Why Do Chinese People Prefer to “Sacrifice the Self for the Greater Good”?

Let’s start with a piece of data that might surprise you. In the latest wave of the World Values Survey, Chinese respondents ranked among the highest globally on the question of whether “individual interests should be subordinated to the collective.” Over 80% agreed, compared to roughly 30% in the United States and 40% in Germany. If you’ve ever wondered why so many Chinese people seem to put the group before themselves—whether it’s during a pandemic, a corporate project, or even a family decision—this isn’t just a cultural cliché. It’s a pattern with deep, rational roots.

But here’s the thing: “sacrifice the self for the greater good” sounds like a moral slogan, something you’re supposed to believe out of duty. The reality is more interesting. Most Chinese people don’t experience it as a sacrifice. They experience it as a strategic move—a way to maximize long-term returns for themselves and their group, whether that group is a family, a company, or a nation.

Let’s unpack this.

First, consider the historical context. China has been a large-scale, centralized civilization for over two thousand years. Managing a territory this big, with rivers that flood and droughts that kill, required massive collective efforts. The Dujiangyan irrigation system, built in 256 BC, required tens of thousands of laborers working together under a unified plan. The Grand Canal, completed in the 7th century, stretched over 1,700 kilometers and was built by millions. You can’t do that with a mindset of “every man for himself.” Over centuries, the practical wisdom became codified into a value: individual short-term gains often come at the cost of group survival, and group survival is the precondition for any individual gain.

This is not just ancient history. Look at China’s modernization in the 20th century. The country was poor, fragmented, and under external threat. The most effective way to lift millions out of poverty was to pool resources. Land reform, rural cooperatives, infrastructure building—all required individuals to defer personal gratification for a collective future. And guess what? It worked. The collective payoff—rising life expectancy, literacy, income—was so visible that the logic became self-reinforcing.

Now, contrast this with an individualistic society like the United States, where the frontier mythos celebrates the lone hero. The difference isn’t just cultural; it’s structural. In China, the cost of defection (going it alone) has historically been extremely high, while the reward for cooperation has been extremely tangible. So people internalized a simple rule: invest in the group first, and the group will reward you.

A modern example: the Chinese tech company Huawei. In its early years, employees worked brutal hours, often six days a week, for modest pay. But they also received generous stock options and profit sharing. The company grew explosively, and many of those early employees became millionaires. Did they “sacrifice the self”? Sure, they sacrificed weekends and sleep. But they did it not out of blind altruism, but because they calculated—implicitly or explicitly—that the collective success of Huawei would yield a far greater personal return than any individual side hustle. This is what we might call “enlightened self-interest.”

This pattern shows up in less dramatic ways every day. When a Chinese family saves aggressively to buy a home for their children, or when a young professional chooses a stable state-owned enterprise over a risky startup, they are not simply “sacrificing.” They are following a mental model that prioritizes group-level security as the foundation for individual flourishing. It’s a long-termism that many Western societies are now rediscovering in debates about social safety nets and climate change.

But is there a downside? Absolutely. An overemphasis on group harmony can suppress dissent, creativity, and personal autonomy. Not every collective decision is wise. The cultural norm can be exploited by leaders or institutions that demand sacrifice without delivering proportional returns. Some educated young Chinese are now questioning whether “sacrificing the self” is always the right answer, especially when the group is poorly managed or the rewards are delayed indefinitely.

This tension is healthy. The most adaptive posture is not to swing between extremes of selfishness and selflessness, but to learn when and how to balance. The smartest Chinese leaders—whether in business, government, or family—are those who build systems where individual effort and collective reward are tightly linked. They make the “greater good” visible and tangible, so that sacrificing feels less like losing and more like investing.

One more observation. In recent years, a popular saying among Chinese netizens goes: “The country is strong, so I am strong.” It’s often used ironically, but there’s a grain of truth. When the larger system works, individuals have more options, more security, more opportunity. That’s the real reason many Chinese people default to group thinking: it has historically been a smart survival strategy, and it still pays off in many contexts.

So, do Chinese people “like” sacrificing the self for the greater good? Not exactly. They tend to prefer a world where the greater good is smartly designed so that the self doesn’t have to sacrifice much—and when it does, it’s an investment with a decent expected return. That’s not mystical collectivism. That’s rational adaptation. And in a world of growing complexity and interdependence, it might be a lesson worth learning for everyone.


* Aim of the task *
Pictures aside, repeat the whole listing word for word.
________________________________________
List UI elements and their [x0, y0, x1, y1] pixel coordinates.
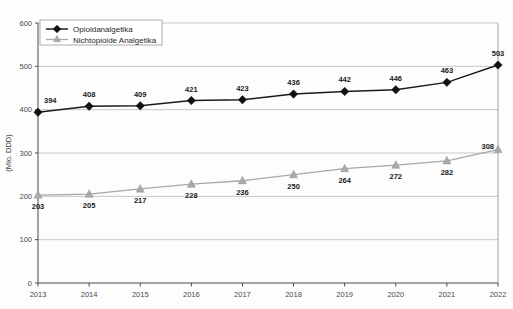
y-tick-label-300: 300 — [19, 149, 32, 158]
data-label-opioid-2021: 463 — [441, 66, 454, 75]
y-tick-label-200: 200 — [19, 192, 32, 201]
x-tick-label-2016: 2016 — [183, 290, 200, 299]
y-tick-label-400: 400 — [19, 105, 32, 114]
data-label-nichtopioid-2016: 228 — [185, 191, 198, 200]
legend-label-nichtopioide-analgetika: Nichtopioide Analgetika — [73, 36, 157, 45]
data-label-nichtopioid-2019: 264 — [338, 176, 351, 185]
data-label-opioid-2018: 436 — [287, 78, 300, 87]
data-label-opioid-2020: 446 — [390, 74, 403, 83]
data-label-opioid-2015: 409 — [134, 90, 147, 99]
data-label-nichtopioid-2017: 236 — [236, 188, 249, 197]
data-label-nichtopioid-2015: 217 — [134, 196, 147, 205]
y-axis-title: (Mio. DDD) — [4, 134, 13, 172]
chart-legend: Opioidanalgetika Nichtopioide Analgetika — [40, 20, 162, 45]
data-label-opioid-2019: 442 — [338, 75, 351, 84]
y-tick-label-100: 100 — [19, 235, 32, 244]
x-tick-label-2022: 2022 — [490, 290, 507, 299]
x-tick-label-2018: 2018 — [285, 290, 302, 299]
data-label-nichtopioid-2014: 205 — [83, 201, 96, 210]
x-tick-label-2020: 2020 — [387, 290, 404, 299]
x-tick-label-2014: 2014 — [81, 290, 98, 299]
data-label-nichtopioid-2020: 272 — [390, 172, 403, 181]
legend-label-opioidanalgetika: Opioidanalgetika — [73, 25, 133, 34]
data-label-opioid-2017: 423 — [236, 84, 249, 93]
data-label-nichtopioid-2022: 308 — [481, 142, 494, 151]
data-label-opioid-2014: 408 — [83, 90, 96, 99]
data-label-opioid-2013: 394 — [44, 96, 57, 105]
x-tick-label-2013: 2013 — [30, 290, 47, 299]
y-tick-label-500: 500 — [19, 62, 32, 71]
data-label-opioid-2016: 421 — [185, 85, 198, 94]
data-label-nichtopioid-2013: 203 — [32, 202, 45, 211]
x-tick-label-2019: 2019 — [336, 290, 353, 299]
y-tick-label-600: 600 — [19, 19, 32, 28]
y-tick-label-0: 0 — [28, 279, 32, 288]
chart-container: 0100200300400500600 20132014201520162017… — [0, 0, 513, 309]
data-label-nichtopioid-2018: 250 — [287, 182, 300, 191]
x-tick-label-2017: 2017 — [234, 290, 251, 299]
line-chart: 0100200300400500600 20132014201520162017… — [0, 0, 513, 309]
data-label-nichtopioid-2021: 282 — [441, 168, 454, 177]
data-label-opioid-2022: 503 — [492, 49, 505, 58]
x-tick-label-2021: 2021 — [439, 290, 456, 299]
x-tick-label-2015: 2015 — [132, 290, 149, 299]
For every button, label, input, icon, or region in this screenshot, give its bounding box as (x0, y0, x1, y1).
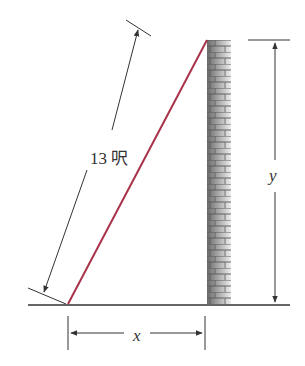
y-label: y (269, 164, 277, 187)
ladder-line (68, 40, 207, 304)
brick-wall (207, 40, 231, 304)
x-label: x (129, 327, 145, 344)
diagram-graphics (0, 0, 305, 366)
ladder-length-label: 13 呎 (88, 150, 130, 167)
ladder-wall-diagram: 13 呎 x y (0, 0, 305, 366)
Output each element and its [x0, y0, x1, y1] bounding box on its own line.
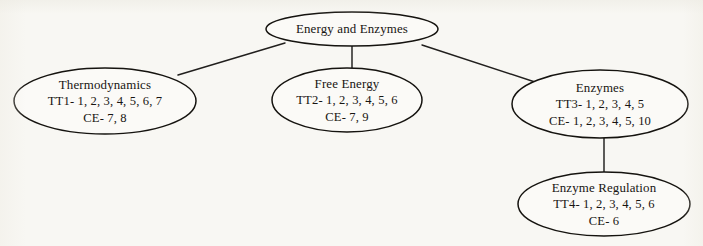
node-root[interactable]: Energy and Enzymes: [266, 12, 438, 46]
node-enzyme-regulation-line-2: TT4- 1, 2, 3, 4, 5, 6: [553, 197, 654, 211]
node-enzyme-regulation-line-3: CE- 6: [589, 214, 619, 228]
node-enzymes-line-1: Enzymes: [576, 81, 624, 95]
node-root-line-1: Energy and Enzymes: [296, 22, 408, 36]
concept-map-diagram: Energy and Enzymes Thermodynamics TT1- 1…: [0, 0, 703, 246]
node-free-energy[interactable]: Free Energy TT2- 1, 2, 3, 4, 5, 6 CE- 7,…: [272, 68, 422, 132]
node-thermodynamics-line-1: Thermodynamics: [59, 78, 151, 92]
edge-root-to-thermodynamics: [178, 43, 285, 75]
node-free-energy-line-2: TT2- 1, 2, 3, 4, 5, 6: [296, 93, 397, 107]
node-enzymes[interactable]: Enzymes TT3- 1, 2, 3, 4, 5 CE- 1, 2, 3, …: [512, 70, 688, 138]
node-free-energy-line-1: Free Energy: [315, 77, 380, 91]
node-enzymes-line-2: TT3- 1, 2, 3, 4, 5: [556, 97, 644, 111]
diagram-canvas: Energy and Enzymes Thermodynamics TT1- 1…: [0, 0, 703, 246]
node-thermodynamics[interactable]: Thermodynamics TT1- 1, 2, 3, 4, 5, 6, 7 …: [14, 68, 196, 134]
node-enzyme-regulation-line-1: Enzyme Regulation: [552, 181, 657, 195]
node-free-energy-line-3: CE- 7, 9: [325, 110, 369, 124]
node-thermodynamics-line-2: TT1- 1, 2, 3, 4, 5, 6, 7: [48, 94, 162, 108]
node-thermodynamics-line-3: CE- 7, 8: [83, 111, 127, 125]
node-enzyme-regulation[interactable]: Enzyme Regulation TT4- 1, 2, 3, 4, 5, 6 …: [518, 172, 690, 236]
edge-root-to-enzymes: [422, 45, 538, 83]
node-enzymes-line-3: CE- 1, 2, 3, 4, 5, 10: [549, 114, 651, 128]
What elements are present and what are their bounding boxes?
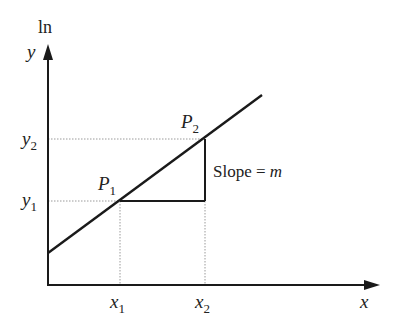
x1-label: x1 — [109, 291, 125, 316]
guide-lines — [48, 139, 205, 285]
x-axis-label: x — [359, 291, 369, 312]
y1-label: y1 — [20, 189, 37, 214]
y-axis-prefix: ln — [38, 17, 52, 37]
p1-label: P1 — [97, 173, 116, 198]
ln-y-vs-x-diagram: ln y x y2 y1 x1 x2 P1 P2 Slope = m — [0, 0, 398, 331]
slope-label: Slope = m — [213, 162, 282, 181]
y2-label: y2 — [20, 128, 37, 153]
axes — [43, 44, 380, 290]
y-axis-label: y — [25, 41, 36, 62]
x2-label: x2 — [194, 291, 210, 316]
y-axis-arrow-icon — [43, 44, 53, 60]
p2-label: P2 — [180, 111, 199, 136]
x-axis-arrow-icon — [364, 280, 380, 290]
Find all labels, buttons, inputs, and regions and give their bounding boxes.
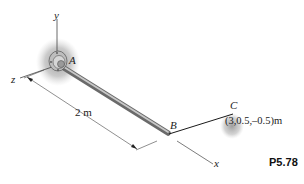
dimension-extension-b	[136, 141, 157, 150]
point-b-label: B	[170, 120, 177, 131]
point-c-label: C	[230, 100, 237, 111]
dimension-arrow-b	[131, 144, 137, 149]
x-axis-label: x	[214, 158, 219, 169]
z-axis-label: z	[11, 74, 15, 85]
diagram-svg	[0, 0, 304, 184]
dimension-label: 2 m	[75, 107, 92, 118]
problem-number: P5.78	[269, 157, 298, 168]
rod-ab-highlight	[64, 67, 168, 132]
dimension-arrow-a	[27, 77, 33, 82]
point-a-label: A	[69, 55, 76, 66]
y-axis-label: y	[54, 10, 59, 21]
diagram-canvas: y z x A B C 2 m (3,0.5,–0.5)m P5.78	[0, 0, 304, 184]
point-c-coordinates: (3,0.5,–0.5)m	[225, 116, 282, 127]
x-axis-line	[177, 141, 213, 164]
support-a-flange	[49, 51, 67, 71]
________________________________________
* Answer section *
List UI elements and their [x0, y0, x1, y1] pixel coordinates.
y-tick-label-300: 300 — [19, 149, 32, 158]
data-label-opioid-2021: 463 — [441, 66, 454, 75]
y-tick-label-200: 200 — [19, 192, 32, 201]
x-tick-label-2016: 2016 — [183, 290, 200, 299]
y-tick-label-400: 400 — [19, 105, 32, 114]
data-label-nichtopioid-2016: 228 — [185, 191, 198, 200]
legend-label-nichtopioide-analgetika: Nichtopioide Analgetika — [73, 36, 157, 45]
data-label-nichtopioid-2019: 264 — [338, 176, 351, 185]
data-label-opioid-2018: 436 — [287, 78, 300, 87]
data-label-opioid-2020: 446 — [390, 74, 403, 83]
data-label-opioid-2015: 409 — [134, 90, 147, 99]
data-label-nichtopioid-2017: 236 — [236, 188, 249, 197]
data-label-nichtopioid-2015: 217 — [134, 196, 147, 205]
y-axis-title: (Mio. DDD) — [4, 134, 13, 172]
chart-legend: Opioidanalgetika Nichtopioide Analgetika — [40, 20, 162, 45]
data-label-opioid-2019: 442 — [338, 75, 351, 84]
y-tick-label-100: 100 — [19, 235, 32, 244]
x-tick-label-2022: 2022 — [490, 290, 507, 299]
x-tick-label-2018: 2018 — [285, 290, 302, 299]
data-label-nichtopioid-2014: 205 — [83, 201, 96, 210]
x-tick-label-2020: 2020 — [387, 290, 404, 299]
x-tick-label-2014: 2014 — [81, 290, 98, 299]
data-label-nichtopioid-2020: 272 — [390, 172, 403, 181]
legend-label-opioidanalgetika: Opioidanalgetika — [73, 25, 133, 34]
data-label-opioid-2017: 423 — [236, 84, 249, 93]
data-label-nichtopioid-2022: 308 — [481, 142, 494, 151]
data-label-opioid-2014: 408 — [83, 90, 96, 99]
data-label-opioid-2013: 394 — [44, 96, 57, 105]
x-tick-label-2013: 2013 — [30, 290, 47, 299]
y-tick-label-500: 500 — [19, 62, 32, 71]
data-label-opioid-2016: 421 — [185, 85, 198, 94]
data-label-nichtopioid-2013: 203 — [32, 202, 45, 211]
x-tick-label-2019: 2019 — [336, 290, 353, 299]
y-tick-label-600: 600 — [19, 19, 32, 28]
y-tick-label-0: 0 — [28, 279, 32, 288]
chart-container: 0100200300400500600 20132014201520162017… — [0, 0, 513, 309]
data-label-nichtopioid-2018: 250 — [287, 182, 300, 191]
x-tick-label-2017: 2017 — [234, 290, 251, 299]
line-chart: 0100200300400500600 20132014201520162017… — [0, 0, 513, 309]
data-label-nichtopioid-2021: 282 — [441, 168, 454, 177]
data-label-opioid-2022: 503 — [492, 49, 505, 58]
x-tick-label-2021: 2021 — [439, 290, 456, 299]
x-tick-label-2015: 2015 — [132, 290, 149, 299]
For every button, label, input, icon, or region in this screenshot, give its bounding box as (x0, y0, x1, y1).
y-label: y (269, 164, 277, 187)
ladder-line (68, 40, 207, 304)
brick-wall (207, 40, 231, 304)
x-label: x (129, 327, 145, 344)
diagram-graphics (0, 0, 305, 366)
ladder-length-label: 13 呎 (88, 150, 130, 167)
ladder-wall-diagram: 13 呎 x y (0, 0, 305, 366)
Output each element and its [x0, y0, x1, y1] bounding box on its own line.
node-root[interactable]: Energy and Enzymes: [266, 12, 438, 46]
node-enzyme-regulation-line-2: TT4- 1, 2, 3, 4, 5, 6: [553, 197, 654, 211]
node-enzyme-regulation-line-3: CE- 6: [589, 214, 619, 228]
node-enzymes-line-1: Enzymes: [576, 81, 624, 95]
node-root-line-1: Energy and Enzymes: [296, 22, 408, 36]
concept-map-diagram: Energy and Enzymes Thermodynamics TT1- 1…: [0, 0, 703, 246]
node-free-energy[interactable]: Free Energy TT2- 1, 2, 3, 4, 5, 6 CE- 7,…: [272, 68, 422, 132]
node-thermodynamics-line-1: Thermodynamics: [59, 78, 151, 92]
edge-root-to-thermodynamics: [178, 43, 285, 75]
node-free-energy-line-2: TT2- 1, 2, 3, 4, 5, 6: [296, 93, 397, 107]
node-enzymes[interactable]: Enzymes TT3- 1, 2, 3, 4, 5 CE- 1, 2, 3, …: [512, 70, 688, 138]
node-free-energy-line-1: Free Energy: [315, 77, 380, 91]
node-enzymes-line-2: TT3- 1, 2, 3, 4, 5: [556, 97, 644, 111]
diagram-canvas: Energy and Enzymes Thermodynamics TT1- 1…: [0, 0, 703, 246]
node-thermodynamics[interactable]: Thermodynamics TT1- 1, 2, 3, 4, 5, 6, 7 …: [14, 68, 196, 134]
node-enzyme-regulation-line-1: Enzyme Regulation: [552, 181, 657, 195]
node-free-energy-line-3: CE- 7, 9: [325, 110, 369, 124]
node-thermodynamics-line-2: TT1- 1, 2, 3, 4, 5, 6, 7: [48, 94, 162, 108]
node-thermodynamics-line-3: CE- 7, 8: [83, 111, 127, 125]
node-enzyme-regulation[interactable]: Enzyme Regulation TT4- 1, 2, 3, 4, 5, 6 …: [518, 172, 690, 236]
edge-root-to-enzymes: [422, 45, 538, 83]
node-enzymes-line-3: CE- 1, 2, 3, 4, 5, 10: [549, 114, 651, 128]
What elements are present and what are their bounding boxes?
x1-label: x1 — [109, 291, 125, 316]
guide-lines — [48, 139, 205, 285]
x-axis-label: x — [359, 291, 369, 312]
y1-label: y1 — [20, 189, 37, 214]
y-axis-prefix: ln — [38, 17, 52, 37]
p1-label: P1 — [97, 173, 116, 198]
ln-y-vs-x-diagram: ln y x y2 y1 x1 x2 P1 P2 Slope = m — [0, 0, 398, 331]
slope-label: Slope = m — [213, 162, 282, 181]
y2-label: y2 — [20, 128, 37, 153]
axes — [43, 44, 380, 290]
y-axis-label: y — [25, 41, 36, 62]
x2-label: x2 — [194, 291, 210, 316]
y-axis-arrow-icon — [43, 44, 53, 60]
p2-label: P2 — [180, 111, 199, 136]
x-axis-arrow-icon — [364, 280, 380, 290]
Find all labels, buttons, inputs, and regions and give their bounding boxes.
dimension-extension-b	[136, 141, 157, 150]
point-b-label: B	[170, 120, 177, 131]
point-c-label: C	[230, 100, 237, 111]
dimension-arrow-b	[131, 144, 137, 149]
x-axis-label: x	[214, 158, 219, 169]
z-axis-label: z	[11, 74, 15, 85]
diagram-svg	[0, 0, 304, 184]
dimension-label: 2 m	[75, 107, 92, 118]
problem-number: P5.78	[269, 157, 298, 168]
rod-ab-highlight	[64, 67, 168, 132]
dimension-arrow-a	[27, 77, 33, 82]
point-a-label: A	[69, 55, 76, 66]
y-axis-label: y	[54, 10, 59, 21]
diagram-canvas: y z x A B C 2 m (3,0.5,–0.5)m P5.78	[0, 0, 304, 184]
point-c-coordinates: (3,0.5,–0.5)m	[225, 116, 282, 127]
x-axis-line	[177, 141, 213, 164]
support-a-flange	[49, 51, 67, 71]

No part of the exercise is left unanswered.